'Migrants thrown overboard after religious argument' - Italian police
Suspects arrested in port of Palermo amid flood of people trying to reach Europe from Africa and Middle East in boats.
A dozen African migrants have died after being thrown overboard by fellow passengers, Italian police say, and another 41 boat migrants are feared to have drowned in a separate incident.
Police in the Sicilian port of Palermo said on Thursday they had arrested 15 migrants suspected of attacking other passengers after a religious row on a boat headed for Italy, which is struggling to cope with a huge surge in illegal migrants arriving on its shores.
The 15 men were accused of "multiple aggravated murder motivated by religious hatred," police said in a statement.
The police said those arrested were Muslims while those thrown overboard were Christians.
The 12 victims were all Nigerians and Ghanaians while the 15 suspects came from Senegal, Mali and Ivory Coast.
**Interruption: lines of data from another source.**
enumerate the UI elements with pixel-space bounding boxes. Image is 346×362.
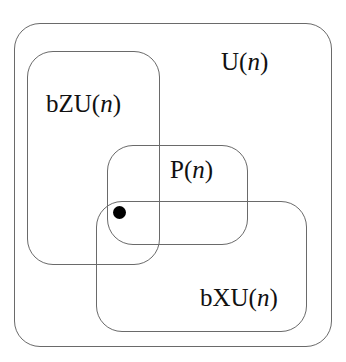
label-bZU: bZU(n) <box>46 90 121 118</box>
intersection-point-dot <box>113 206 126 219</box>
label-U: U(n) <box>221 48 268 76</box>
label-bXU: bXU(n) <box>200 284 278 312</box>
label-P: P(n) <box>170 156 213 184</box>
set-bXU <box>96 201 307 332</box>
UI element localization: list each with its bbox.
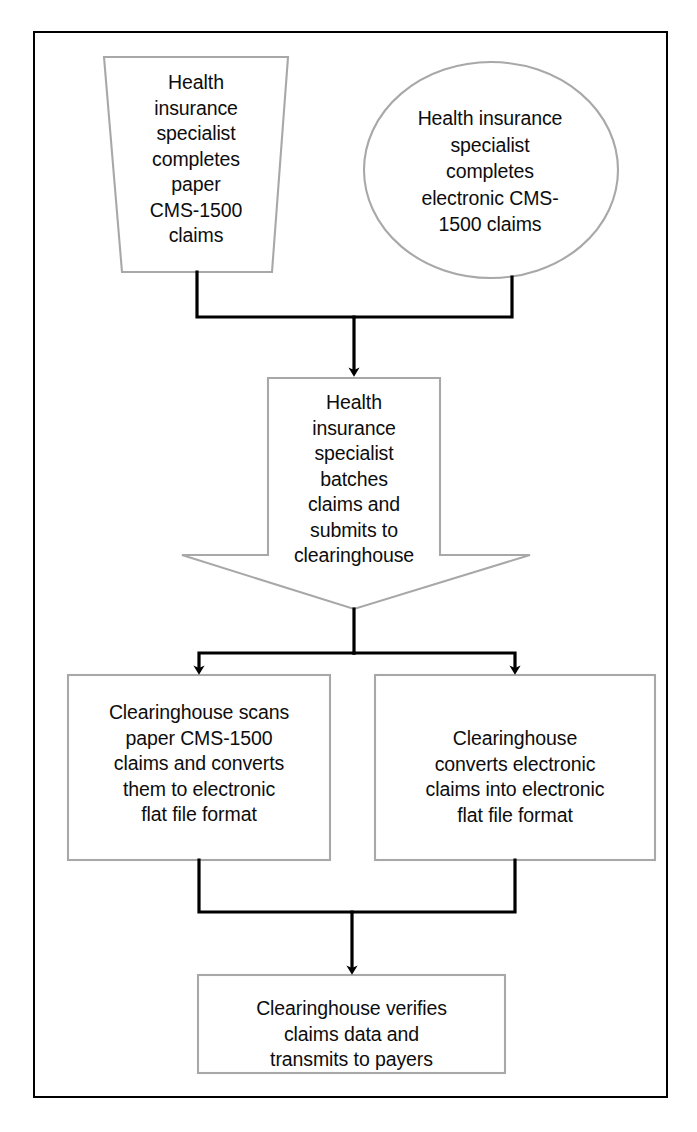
node-shape-batch-submit	[182, 378, 530, 609]
connector-paper-to-merge	[197, 272, 354, 317]
connector-split-to-convert	[354, 653, 515, 670]
node-shape-paper-claims	[104, 57, 288, 272]
node-shape-scan-paper	[68, 675, 330, 860]
node-shape-verify-transmit	[198, 975, 505, 1073]
connector-convert-to-join	[352, 860, 515, 912]
flowchart-page: Health insurance specialist completes pa…	[0, 0, 697, 1132]
node-shape-convert-electronic	[375, 675, 655, 860]
flowchart-canvas	[0, 0, 697, 1132]
connector-electronic-to-merge	[354, 277, 512, 317]
connector-scan-to-join	[199, 860, 352, 912]
connector-split-to-scan	[199, 653, 354, 670]
node-shape-electronic-claims	[364, 62, 618, 278]
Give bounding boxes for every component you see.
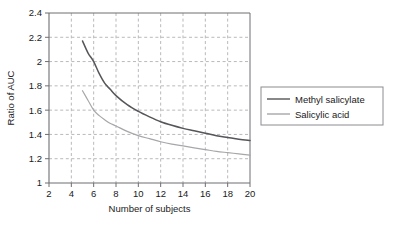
- line-chart: 2468101214161820 11.21.41.61.822.22.4 Nu…: [0, 0, 393, 232]
- chart-figure: 2468101214161820 11.21.41.61.822.22.4 Nu…: [0, 0, 393, 232]
- legend-item-label: Salicylic acid: [295, 109, 349, 120]
- x-tick-label: 2: [46, 188, 51, 199]
- y-tick-label: 1.2: [29, 153, 42, 164]
- x-tick-label: 6: [91, 188, 96, 199]
- y-tick-label: 2: [37, 56, 42, 67]
- x-tick-label: 8: [113, 188, 118, 199]
- x-axis-title: Number of subjects: [109, 203, 191, 214]
- y-tick-label: 1.6: [29, 105, 42, 116]
- chart-legend: Methyl salicylate Salicylic acid: [261, 87, 383, 125]
- x-tick-label: 10: [133, 188, 144, 199]
- y-tick-label: 1.8: [29, 80, 42, 91]
- x-tick-label: 20: [245, 188, 256, 199]
- y-tick-label: 1: [37, 177, 42, 188]
- y-tick-label: 2.2: [29, 32, 42, 43]
- x-tick-label: 4: [69, 188, 74, 199]
- legend-item-label: Methyl salicylate: [295, 94, 365, 105]
- x-tick-label: 12: [155, 188, 166, 199]
- x-tick-label: 18: [222, 188, 233, 199]
- y-tick-label: 1.4: [29, 129, 42, 140]
- y-axis-title: Ratio of AUC: [5, 70, 16, 125]
- y-tick-label: 2.4: [29, 7, 42, 18]
- x-tick-label: 14: [178, 188, 189, 199]
- x-tick-label: 16: [200, 188, 211, 199]
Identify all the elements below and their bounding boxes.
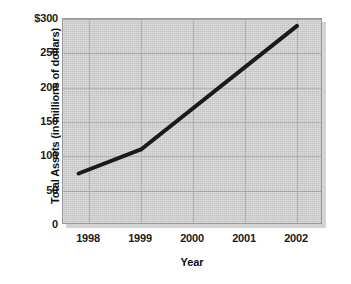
x-axis-title: Year <box>62 256 322 268</box>
y-axis-title: Total Assets (in millions of dollars) <box>49 23 61 209</box>
y-axis-title-wrapper: Total Assets (in millions of dollars) <box>24 0 38 240</box>
x-axis-tick-label: 1998 <box>76 232 100 244</box>
plot-area <box>62 18 322 224</box>
x-axis-tick-label: 2001 <box>232 232 256 244</box>
x-axis-tick-label: 1999 <box>128 232 152 244</box>
x-axis-tick-label: 2002 <box>284 232 308 244</box>
x-axis-tick-label: 2000 <box>180 232 204 244</box>
data-series-line <box>63 19 322 224</box>
chart-figure: 050100150200250$300 Total Assets (in mil… <box>0 0 351 284</box>
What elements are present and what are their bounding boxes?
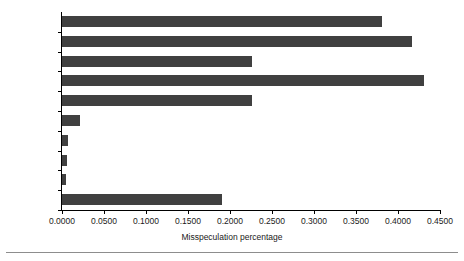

Distraught survivors, who set off from Libya on Tuesday before being rescued by an Italian vessel on Wednesday, told a "dreadful" story of "forcefully resisting attempts to drown them, forming a veritable human chain in some cases", police said.
In another incident, 41 migrants were missing, feared drowned after their dinghy sank en route to Italy, the International Organisation for Migration said, just days after 400 migrants were believed to have died in another shipwreck off the coast of Libya.
The four survivors of Thursday's shipwreck, who came from Nigeria, Ghana and Niger, said their boat sank after setting sail from Libya with 45 people on board.